As in all such endurance events the best bit is when it stops. A first layer of saturated “waterproofs” is peeled off and then the dogs are towelled down. Then off come the boots, often with gushes of water as each one is removed. Finally, right down to the underwear, each soaking layer is removed and the steam begins to rise. Then we begin to yarn, to talk of how every gust seemed bigger than the last. To boast of how we just made it through when all seemed lost, how we nearly got caught by that “gnarly” one, how we feel so “stoked” and “trashed” by our experience. Then we sit around in our “baggies”, drinking beer and smokin’ weed, knowing that we know what others never can, knowing that up there in them thar hills is where we feel really alive, where our sport of Extreme Dog Walking makes life worthwhile!
Walking The Dog 2
Walking The Dog 2
Apart from herons and wealthy, attractive, single women (which seem to be virtually extinct), the main focus of our daily rambles is sticks.
Of course, sticks come in all shapes and sizes but Capone prefers something, shall we say, robust.
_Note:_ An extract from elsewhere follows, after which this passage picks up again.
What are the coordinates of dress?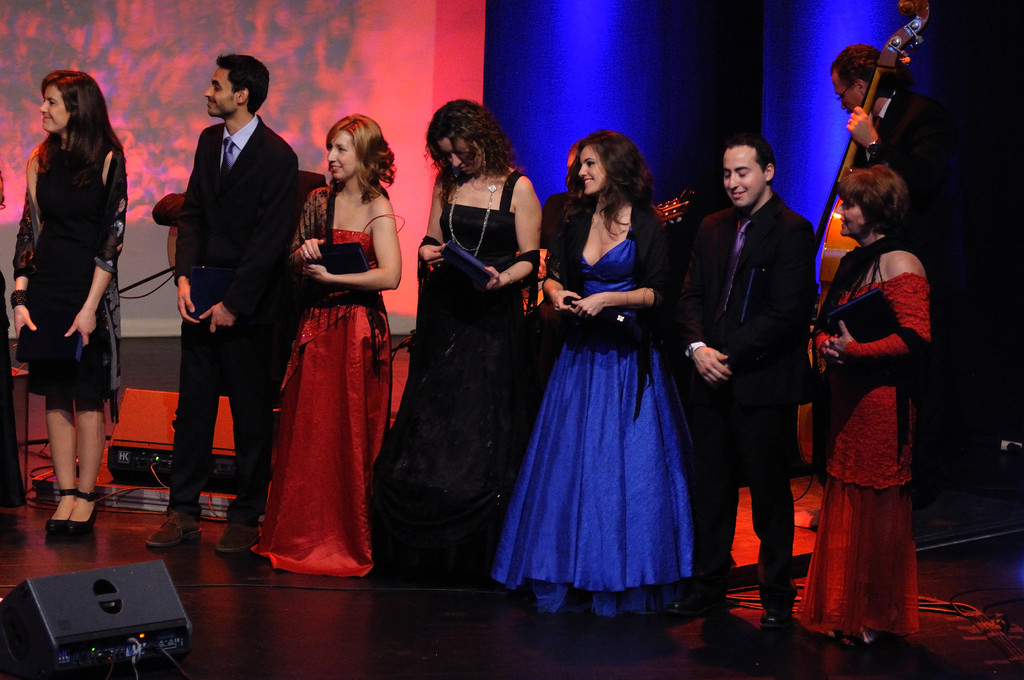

I suppose the ideal is about four feet long and perhaps three inches thick but the crucial factor in stick style is the way it is carried. It must be held at one end, not in the middle. I think Capone believes this is more flamboyant in the same way the way that a quiff or fringe sweeps back or a fighter pilot’s scarf flies to one side. Of course, even the most perfectly fashioned stick is merely debris on the ground until I have thrown it. Then it becomes the most exciting, the most important thing in life and if it is thrown into the sea he would swim until he sank before giving up the chase.
At the weekend we tackled Thorney Island, all the way around – an eight mile walk in a force eight gale. Out along a one mile dyke, straight as an arrow, then pass through the MOD security gate keeping to the public footpath beyond. The oystercatchers are still here on Thorney although in much smaller numbers but another mile or so on and we put up a roe deer. In the open, not as you usually see them in woods. It ran and Capone ran too but made my heart burst with pride when he responded immediately to the signal, dropped and looked back at me. We watched it run two, three hundred yards inland and continued on our way.
As you approach the most southerly point on Thorney you see to your right the end of Hayling Island and to your left, East Head at the tip of West Wittering. Between is open ocean and a direct line to the Falklands. A couple of months ago when we first made this journey, I spotted an Army Land Rover ahead and we found two men laying the foundations for a bench in memory of a “fallen comrade”. Now, the bench is there. It’s not the usual railway sleeper design. It’s much more elegant and the inscription reads “In memory of Steve Jones, 264 (SAS) Signals Squadron & the crew of ‘Hilton 22’”.
These were our boys, shot down just north of Baghdad three years ago. If I had a son who died a hero in the service of his country, I could think of no more poignant and intense place to remember him amidst the wind, the sea, the sky and the solitude.
Capone and I duly honoured their memory and sat for a cigarette, he accorded the privilege of sitting beside me on the bench for such a special occasion. We remembered them, lachrymose old Welshman that I am.
Thorney turns much warmer and gentler as you move to the east side away from the wind. Nearly seventy years ago, other young heroes took off from here during the Battle of Britain. Now the RAF sailing club provides the local excitement and past Thornham marina and Emsworth harbour back to the mainland.
A pint of beer never tastes better than when you deserve it. So with aching legs and an exhausted dog we made a brief stop at the Bluebell Inn before home for sustenance and sleep.
In the back garden lies a pile of sticks, proudly retrieved, collected and preserved. Out there in the wind and the rain a pile of sticks fashioned into a bench remembers much more than another walk with the dog.